It was a very humble and flushed Sara Lee who watched the gray car go flying up the street later on. She went in and told the whole story to Harvey's picture, but it was difficult to feel that he was hearing. His eyes were turned away and his face was set and stern. And, at last, she gave it up. This thing which meant so much to her would never mean anything to Harvey. She knew, even then, what he would say.

"Decorate you! I should think they might. Medals are cheap. Everybody over there is getting medals. You feed their men and risk your life and your reputation, and they give you a thing to pin on. It's cheap at the price."

And later on those were Harvey's very words. But to be fair to him they were but the sloughing of a wound that would not heal.

That evening Henri came again. He was, for the first time, his gay self again—at least on the surface. It was as though, knowing what he was going into, he would leave with Sara Lee no feeling, if he never returned, that she had inflicted a lasting hurt.

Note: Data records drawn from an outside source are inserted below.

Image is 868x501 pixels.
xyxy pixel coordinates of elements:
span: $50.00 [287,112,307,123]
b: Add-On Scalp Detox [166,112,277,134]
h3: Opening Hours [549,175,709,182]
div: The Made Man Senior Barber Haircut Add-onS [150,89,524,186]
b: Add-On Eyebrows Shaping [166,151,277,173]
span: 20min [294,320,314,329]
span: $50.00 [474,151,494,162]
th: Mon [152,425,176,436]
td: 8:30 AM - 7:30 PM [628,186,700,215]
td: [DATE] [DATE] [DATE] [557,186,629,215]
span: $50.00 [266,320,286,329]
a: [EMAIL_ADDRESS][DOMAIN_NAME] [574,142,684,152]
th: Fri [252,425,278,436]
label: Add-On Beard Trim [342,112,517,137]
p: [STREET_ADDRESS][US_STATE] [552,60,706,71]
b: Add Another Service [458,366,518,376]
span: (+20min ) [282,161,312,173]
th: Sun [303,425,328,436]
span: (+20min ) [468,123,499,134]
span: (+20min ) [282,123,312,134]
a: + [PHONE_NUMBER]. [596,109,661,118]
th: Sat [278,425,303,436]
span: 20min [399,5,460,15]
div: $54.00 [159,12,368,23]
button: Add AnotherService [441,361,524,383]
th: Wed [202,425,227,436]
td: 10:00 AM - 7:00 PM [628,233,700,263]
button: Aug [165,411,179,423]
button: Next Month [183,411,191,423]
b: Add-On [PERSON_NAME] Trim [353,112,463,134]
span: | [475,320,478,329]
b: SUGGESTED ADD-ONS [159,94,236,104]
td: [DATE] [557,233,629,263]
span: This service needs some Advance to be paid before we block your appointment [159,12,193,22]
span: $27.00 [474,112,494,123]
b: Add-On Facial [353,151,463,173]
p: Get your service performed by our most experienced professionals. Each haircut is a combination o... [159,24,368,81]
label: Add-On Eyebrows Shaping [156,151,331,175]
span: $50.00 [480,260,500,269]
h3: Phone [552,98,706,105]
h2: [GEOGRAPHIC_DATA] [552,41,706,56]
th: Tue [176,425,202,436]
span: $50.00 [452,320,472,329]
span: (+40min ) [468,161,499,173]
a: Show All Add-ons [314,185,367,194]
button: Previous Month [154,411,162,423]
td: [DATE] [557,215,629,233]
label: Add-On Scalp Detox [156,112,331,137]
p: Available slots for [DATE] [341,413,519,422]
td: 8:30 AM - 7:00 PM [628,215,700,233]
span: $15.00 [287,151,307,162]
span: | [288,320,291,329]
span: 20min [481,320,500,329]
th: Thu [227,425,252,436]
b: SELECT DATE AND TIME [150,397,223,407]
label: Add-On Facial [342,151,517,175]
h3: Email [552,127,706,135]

He was everywhere in the little house, elbowing his way among the men with his cheery nonsense, bantering the weary ones until they smiled, carrying hot water for Sara Lee and helping her now and then with a bad dressing.

"If you would do it in this fashion, mademoiselle," he would say, "with one turn of the bandage over the elbow—"

"But it won't hold that way."

"You say that to me, mademoiselle? I who have taught you all you know of bandaging?"

They would wrangle a bit, and end by doing it in Sara Lee's way.

He had a fund of nonsense that he drew on, too, when a dressing was painful. It would run like this, to an early accompaniment of groans:

"Pierre, what can you put in your left hand that you cannot place in the right? Stop grunting like a pig, and think, man!"